Structural Estimation of Markov Decision Processes in High-Dimensional State Space with Finite-Time Guarantees
Abstract
We consider the task of estimating a structural model of dynamic decisions by a human agent based on the observable history of implemented actions and visited states. This problem has an inherent nested structure: In the inner problem, an optimal policy for a given reward function is identified, whereas in the outer problem, a measure of fit is maximized. Several approaches have been proposed to alleviate the computational burden of this nested-loop structure, but these methods still suffer from high complexity when the state space is either discrete with large cardinality or continuous in high dimensions. Other approaches in the inverse reinforcement learning literature emphasize policy estimation at the expense of reduced reward estimation accuracy. In this paper, we propose a single-loop estimation algorithm with finite time guarantees that is equipped to deal with high-dimensional state spaces without compromising reward estimation accuracy. In the proposed algorithm, each policy improvement step is followed by a stochastic gradient step for likelihood maximization. We show the proposed algorithm converges to a stationary solution with a finite-time guarantee. Further, if the reward is parameterized linearly, the algorithm approximates the maximum likelihood estimator sublinearly.

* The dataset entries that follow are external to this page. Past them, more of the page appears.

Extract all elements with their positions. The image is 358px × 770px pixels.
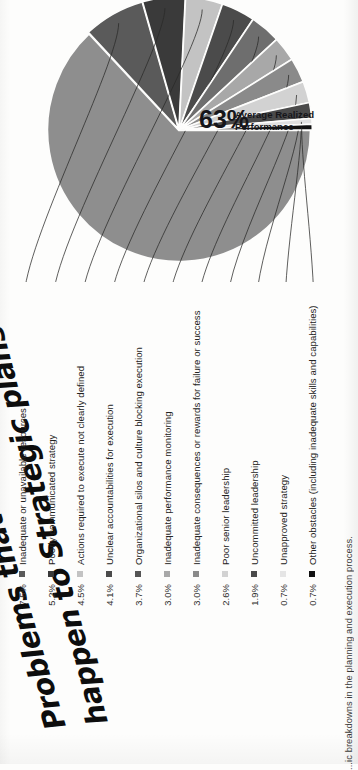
legend-percentage: 1.9% [249, 584, 260, 614]
legend-label: Poorly communicated strategy [46, 435, 57, 565]
legend-color-swatch [251, 571, 257, 577]
legend-label: Poor senior leadership [220, 468, 231, 565]
legend-label: Inadequate performance monitoring [162, 411, 173, 565]
legend-item: 5.2%Poorly communicated strategy [43, 435, 59, 614]
legend-item: 3.0%Inadequate consequences or rewards f… [188, 310, 204, 614]
legend-color-swatch [193, 571, 199, 577]
legend-percentage: 4.5% [75, 584, 86, 614]
legend-color-swatch [48, 571, 54, 577]
legend-color-swatch [222, 571, 228, 577]
legend-percentage: 2.6% [220, 584, 231, 614]
legend-label: Other obstacles (including inadequate sk… [307, 305, 318, 565]
legend-label: Organizational silos and culture blockin… [133, 347, 144, 565]
legend-percentage: 5.2% [46, 584, 57, 614]
legend-item: 4.5%Actions required to execute not clea… [72, 366, 88, 614]
legend-percentage: 3.0% [162, 584, 173, 614]
legend-item: 7.5%Inadequate or unavailable resources [14, 408, 30, 614]
legend-label: Uncommitted leadership [249, 460, 260, 565]
pie-chart: 63%Average RealizedPerformance [0, 0, 358, 282]
legend: 7.5%Inadequate or unavailable resources5… [10, 314, 348, 614]
legend-color-swatch [309, 571, 315, 577]
legend-color-swatch [135, 571, 141, 577]
legend-color-swatch [106, 571, 112, 577]
legend-label: Unapproved strategy [278, 475, 289, 565]
legend-item: 3.0%Inadequate performance monitoring [159, 411, 175, 614]
legend-item: 2.6%Poor senior leadership [217, 468, 233, 614]
legend-item: 3.7%Organizational silos and culture blo… [130, 347, 146, 614]
legend-label: Inadequate consequences or rewards for f… [191, 310, 202, 565]
legend-item: 4.1%Unclear accountabilities for executi… [101, 404, 117, 614]
legend-label: Actions required to execute not clearly … [75, 366, 86, 565]
legend-color-swatch [164, 571, 170, 577]
legend-color-swatch [77, 571, 83, 577]
legend-percentage: 3.7% [133, 584, 144, 614]
legend-color-swatch [280, 571, 286, 577]
legend-label: Unclear accountabilities for execution [104, 404, 115, 565]
legend-percentage: 0.7% [307, 584, 318, 614]
legend-item: 1.9%Uncommitted leadership [246, 460, 262, 614]
pie-center-sublabel-1: Average Realized [235, 109, 314, 120]
legend-percentage: 0.7% [278, 584, 289, 614]
legend-percentage: 7.5% [17, 584, 28, 614]
legend-label: Inadequate or unavailable resources [17, 408, 28, 565]
legend-percentage: 4.1% [104, 584, 115, 614]
legend-item: 0.7%Other obstacles (including inadequat… [304, 305, 320, 614]
legend-color-swatch [19, 571, 25, 577]
legend-item: 0.7%Unapproved strategy [275, 475, 291, 614]
pie-center-sublabel-2: Performance [235, 121, 294, 132]
legend-percentage: 3.0% [191, 584, 202, 614]
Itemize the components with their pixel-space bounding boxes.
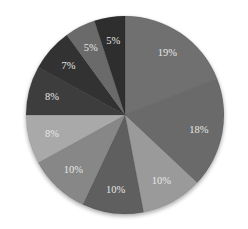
slice-label: 5% — [106, 35, 120, 46]
pie-chart-canvas: 19%18%10%10%10%8%8%7%5%5% — [0, 0, 248, 229]
slice-label: 8% — [45, 91, 59, 102]
slice-label: 19% — [158, 47, 178, 58]
slice-label: 10% — [152, 175, 172, 186]
slice-label: 18% — [189, 124, 209, 135]
slice-label: 10% — [64, 164, 84, 175]
slice-label: 10% — [106, 184, 126, 195]
slice-label: 7% — [62, 60, 76, 71]
pie-chart: 19%18%10%10%10%8%8%7%5%5% — [0, 0, 248, 229]
slice-label: 5% — [84, 42, 98, 53]
slice-label: 8% — [45, 128, 59, 139]
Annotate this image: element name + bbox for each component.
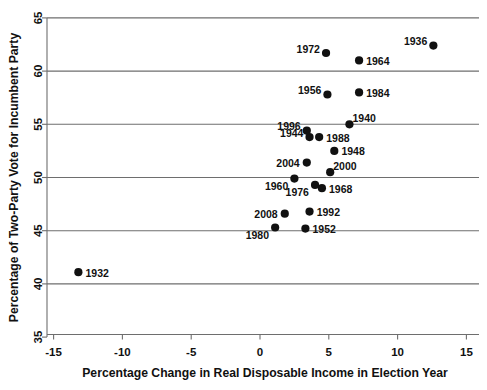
data-point-1960[interactable] [290, 174, 298, 182]
data-point-1932[interactable] [74, 268, 82, 276]
y-axis-title: Percentage of Two-Party Vote for Incumbe… [7, 33, 21, 323]
y-tick-label-65: 65 [32, 11, 44, 24]
x-axis-title: Percentage Change in Real Disposable Inc… [82, 366, 448, 380]
point-label-1940: 1940 [353, 112, 377, 124]
data-point-2008[interactable] [281, 210, 289, 218]
y-tick-label-45: 45 [32, 224, 44, 237]
data-point-1936[interactable] [429, 41, 437, 49]
data-point-1996[interactable] [303, 127, 311, 135]
x-tick-label-0: 0 [257, 346, 263, 358]
x-tick-label--10: -10 [114, 346, 131, 358]
data-point-1992[interactable] [305, 207, 313, 215]
data-point-1988[interactable] [315, 133, 323, 141]
point-label-1932: 1932 [85, 267, 109, 279]
plot-canvas: -15-10-5051015 35404550556065 1932193619… [0, 0, 487, 390]
point-label-1952: 1952 [313, 223, 337, 235]
point-label-1996: 1996 [277, 120, 301, 132]
data-point-2004[interactable] [303, 159, 311, 167]
point-label-1948: 1948 [341, 145, 365, 157]
x-tick-label-5: 5 [326, 346, 333, 358]
point-label-1936: 1936 [404, 35, 428, 47]
point-label-1984: 1984 [366, 87, 390, 99]
x-tick-labels-group: -15-10-5051015 [45, 346, 473, 358]
x-tick-label-15: 15 [460, 346, 473, 358]
point-label-1968: 1968 [329, 183, 353, 195]
point-label-1972: 1972 [297, 43, 321, 55]
data-point-1948[interactable] [330, 147, 338, 155]
point-label-2008: 2008 [254, 208, 278, 220]
point-label-1976: 1976 [286, 186, 310, 198]
data-point-1964[interactable] [355, 56, 363, 64]
data-point-1980[interactable] [271, 223, 279, 231]
point-label-1956: 1956 [298, 84, 322, 96]
data-point-1952[interactable] [301, 224, 309, 232]
x-tick-label--5: -5 [186, 346, 197, 358]
point-label-1992: 1992 [317, 206, 341, 218]
x-tick-label-10: 10 [391, 346, 404, 358]
y-tick-label-40: 40 [32, 278, 44, 291]
gridlines-group [47, 18, 479, 284]
data-point-1976[interactable] [311, 181, 319, 189]
y-tick-label-55: 55 [32, 117, 44, 130]
point-label-1988: 1988 [326, 132, 350, 144]
y-tick-label-50: 50 [32, 171, 44, 184]
data-point-1984[interactable] [355, 88, 363, 96]
data-points-group [74, 41, 437, 276]
scatter-plot-figure: -15-10-5051015 35404550556065 1932193619… [0, 0, 487, 390]
y-tick-label-35: 35 [32, 330, 44, 343]
y-tick-labels-group: 35404550556065 [32, 11, 44, 344]
point-label-2004: 2004 [276, 157, 300, 169]
point-label-1964: 1964 [366, 55, 390, 67]
x-tick-marks-group [54, 335, 467, 340]
y-tick-label-60: 60 [32, 65, 44, 78]
data-point-1956[interactable] [323, 90, 331, 98]
point-label-2000: 2000 [333, 160, 357, 172]
x-tick-label--15: -15 [45, 346, 62, 358]
data-point-1972[interactable] [322, 49, 330, 57]
point-label-1980: 1980 [246, 229, 270, 241]
axis-titles-group: Percentage Change in Real Disposable Inc… [7, 33, 448, 380]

Funding: M. Hong and S. Zeng are supported by the National Science Foundation [Grants EPCN-2311007 and CCF-1910385]. This work is also part of AI-CLIMATE: “AI Institute for Climate-Land Interactions, Mitigation, Adaptation, Tradeoffs and Economy” and is supported by the U.S. Department of Agriculture National Institute of Food and Agriculture and the National Science Foundation National AI Research Institutes [Competitive Award 2023-67021-39829]. A. Garcia is partially supported by the Army Research Office [Grant W911NF-22-1-0213].